“Just ask him.” Palmieri started out the door.
“Have you taken care of the pro hac papers?” Because Seeley wasn't a member of the California bar he would have to be admitted, just for this trial, pro hac vice.
“One of the paralegals is taking care of it.”
“Good. If I don't get admitted, you'll be sitting at counsel's table all by yourself.”
For the first time since he met him, Palmieri smiled.
Seeley checked his watch. Vaxtek was in South San Francisco, a half-hour drive from downtown. On his way out, he stopped at Tina's desk. She wasn't there, but had left a message slip for him with Judy Pearsall's address and phone number on it.
Lawyers occupy forty-story office towers to inscribe their presence on the skyline. Scientists stay closer to the ground. Vaxtek's building in South San Francisco was two floors of glass and polished stone, one of dozens of such facades along the commercial boulevard that exited from the freeway. Signs on some of the buildings indicated biotech companies, but others were more mundane-a restaurant-supply firm, a marble-and-granite works, outlet stores for several big retail fashion brands. A temp agency was next door to Vaxtek. For a long stretch of boulevard, the grass was overgrown and clogged with windblown debris, but the lawn in front of Vaxtek's building was neatly trimmed. Low hedgerows separated the parking lot from the street.
Seeley signed in at the security desk and let the receptionist clip a laminated visitor's pass to his lapel. The sparely furnished lobby could have been an airport waiting area with its empty walls and industrial gray carpeting. A slender potted tree guarded two chairs and the carpet gave off a chemical smell as if it had been recently installed. There was no movement in the broad corridor on the other side of the glass double doors leading into the building's interior. After a while, an attractive middle-aged woman in jeans and a turtleneck sweater came through the doors to take Seeley to Leonard's office.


* [WHAT YOU WILL DO]:
Every line from the one containing "This screenshot has width=1156, height=548." to the end of the records below must be copied exactly, and no pictures may be included.
== SOURCE MATERIAL ==
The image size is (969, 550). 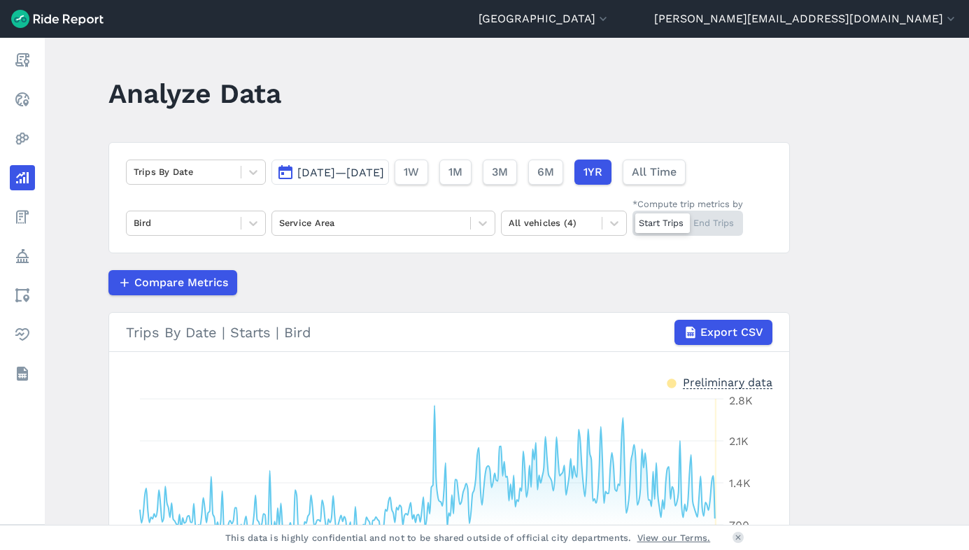 I want to click on div: Trips By Date | Starts | Bird, so click(x=449, y=332).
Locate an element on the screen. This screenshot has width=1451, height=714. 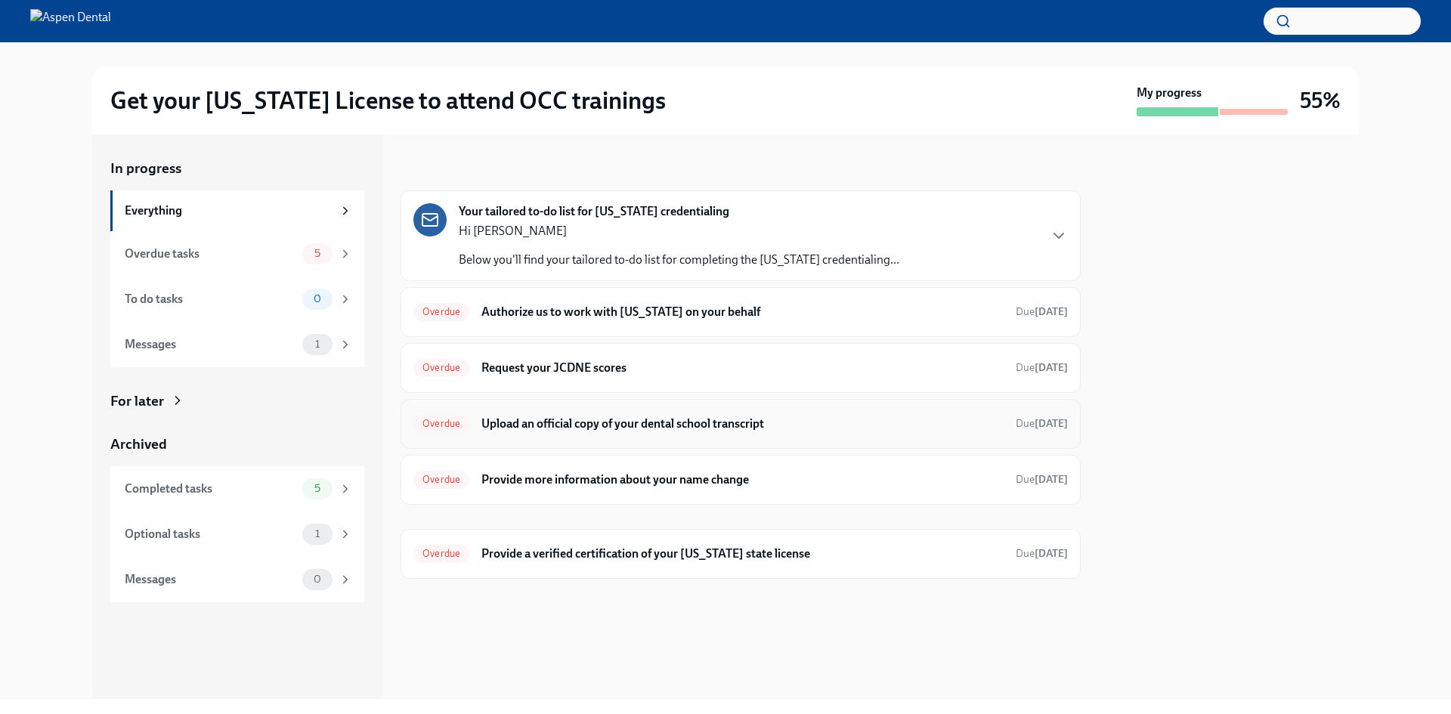
h3: 55% is located at coordinates (1320, 101).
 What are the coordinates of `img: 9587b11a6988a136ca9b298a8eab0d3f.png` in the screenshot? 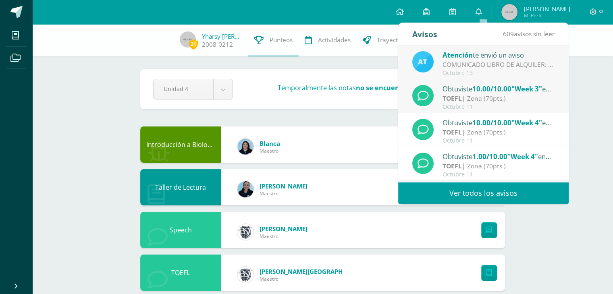 It's located at (245, 189).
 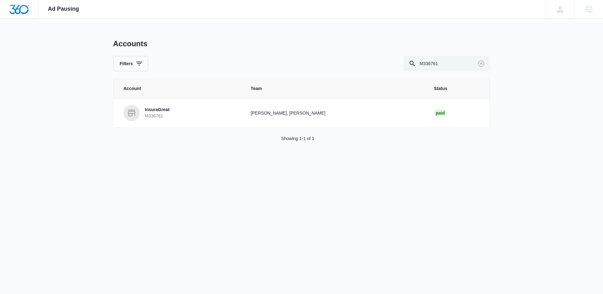 I want to click on button: Clear, so click(x=481, y=63).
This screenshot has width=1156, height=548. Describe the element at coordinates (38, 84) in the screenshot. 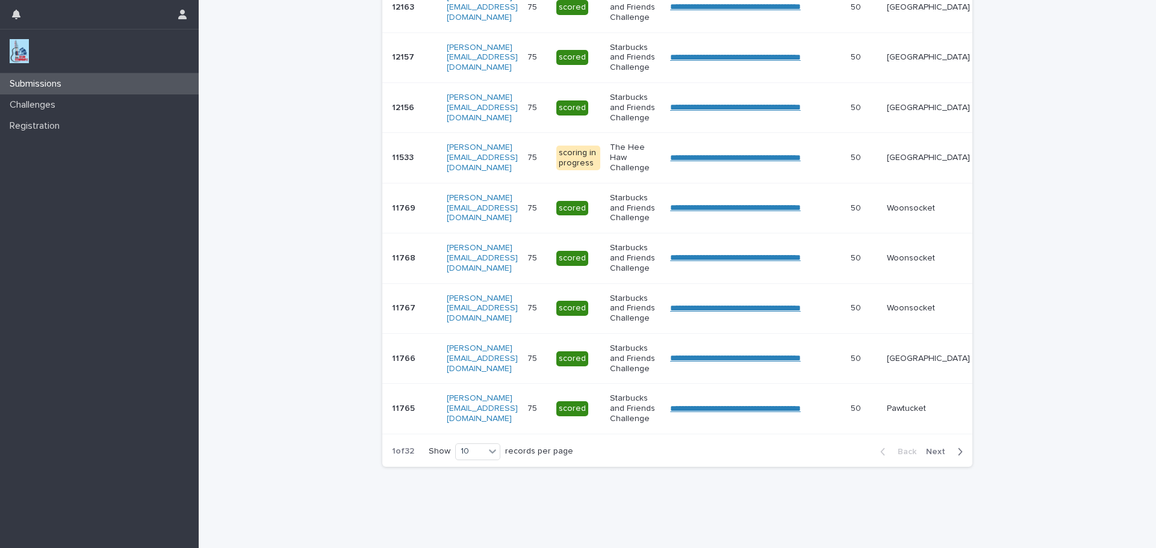

I see `p: Submissions` at that location.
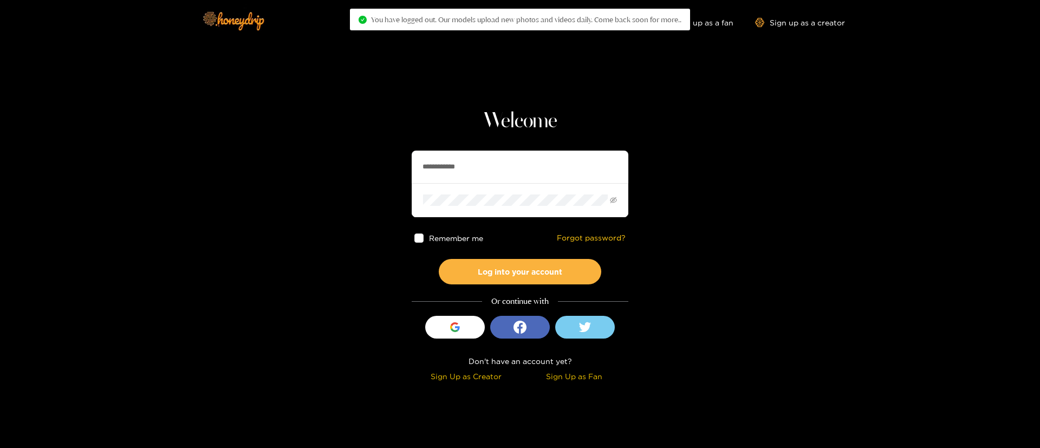  I want to click on button: Log into your account, so click(520, 271).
===
* [THE COMPLETED TASK]:
This screenshot has width=1156, height=548. Describe the element at coordinates (38, 84) in the screenshot. 

I see `p: Submissions` at that location.
  I want to click on button: Log into your account, so click(520, 271).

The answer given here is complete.